In December 2016, legislation was passed by the United States Congress to repatriate the remains to a coalition of tribes from the Columbia River Basin, including the Colville Reservation, the Yakama Nation, the Nez Perce Tribe, the Umatilla Reservation, and the Wanapum Band. 

On February 17, 2017, the remains were removed from the Burke Museum and given to representatives of the coalition. 

The next day on February 18, Kennewick Man, aka the Ancient One, was once again laid to rest 9,000 years after he first died. The ceremony was a private affair attended by 200 representatives of the collective tribes. 

Now that the remains of the Kennewick Man have been buried, there is pretty much zero chance that they will be exhumed again for study. 

There were plenty of studies done on the bones while they were available for 20 years, and there were casts made of the skull which will be available to future researchers. 

The case of Kennewick Man was one of the most challenging in recent years, trying to balance the desires of science and native people.
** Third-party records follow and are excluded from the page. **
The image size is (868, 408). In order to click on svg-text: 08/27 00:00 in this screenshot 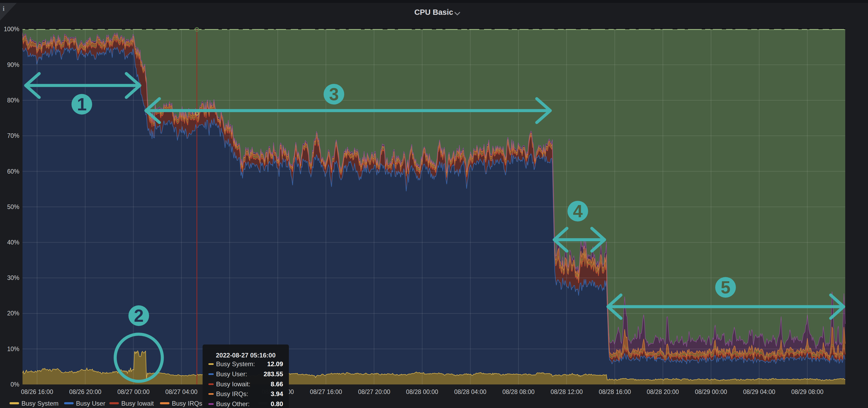, I will do `click(133, 392)`.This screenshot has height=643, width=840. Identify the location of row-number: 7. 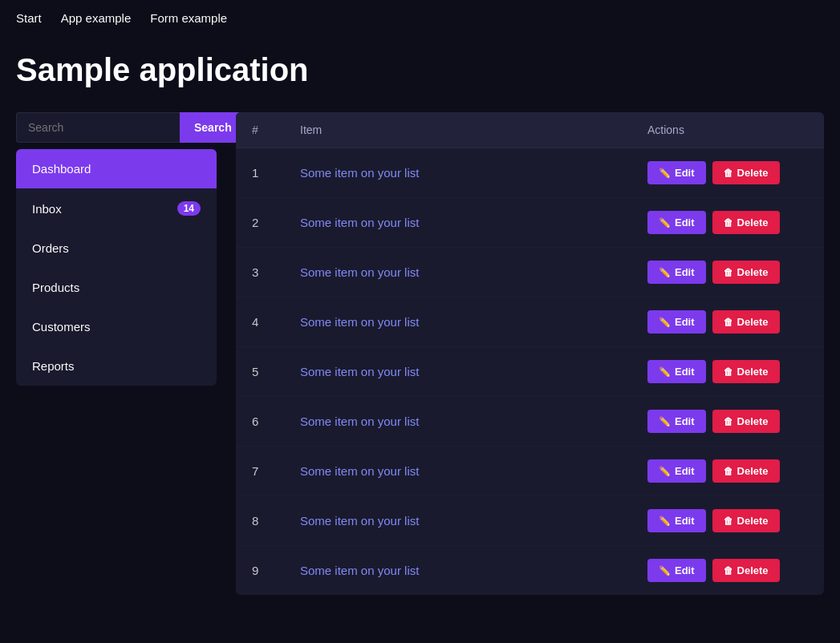
(276, 471).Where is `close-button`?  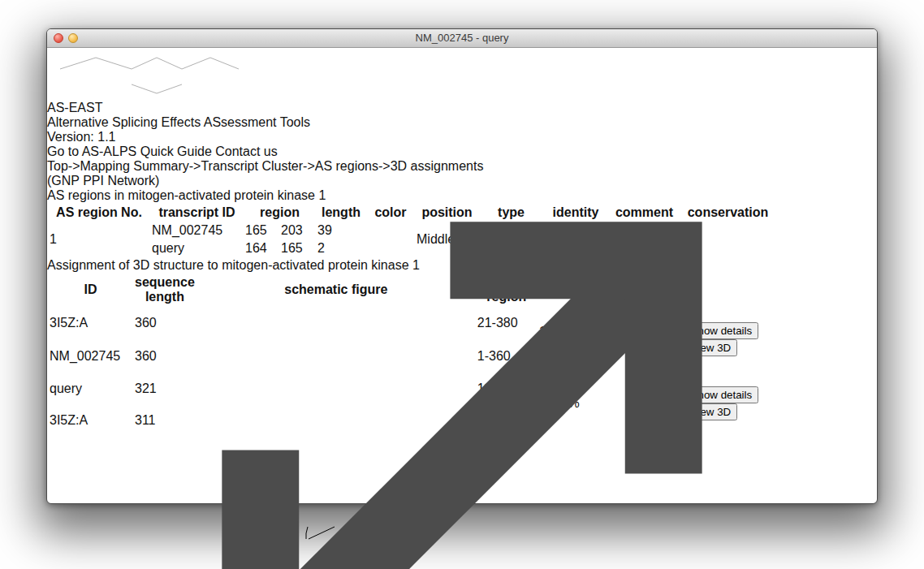
close-button is located at coordinates (58, 38).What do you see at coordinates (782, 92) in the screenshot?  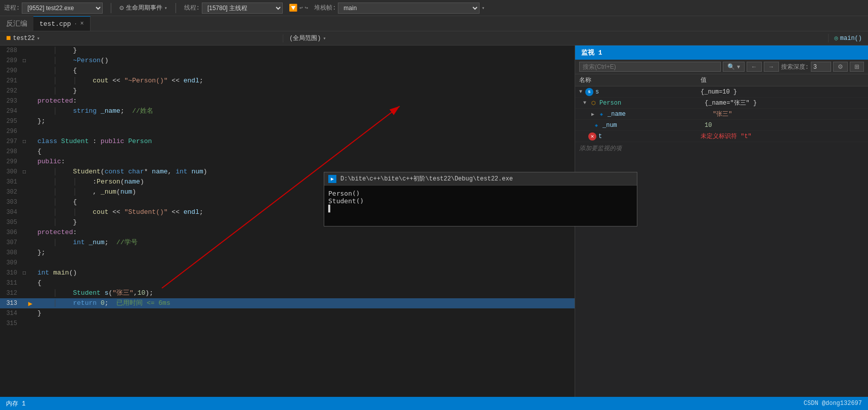 I see `watch-value-s: {_num=10 }` at bounding box center [782, 92].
In the end, everyone got something that they wanted, but maybe not everything they wanted.  

Scientists were able to study the remains and got important data from them to help us better understand the arrival of humans into North America.
And in the end, the Native American tribes in Washington were able to bury the remains of Kennewick Man according to their customs.


Everything Everywhere Daily is an Airwave Media Podcast. 

The associate producers are Thor Thomsen and Peter Bennett. 

Today’s review comes from listener RitaRac, over on Apple Podcasts in the United States. They write:

Thank you

Yes, I love it. Exactly what I have been looking for history lesson-wise. Love your voice and your delivery. Thank you very much.

Thank you, RitaRac!  I hate to tell you, but you aren’t listening to my real voice. That is just my podcasting voice. This is my real voice.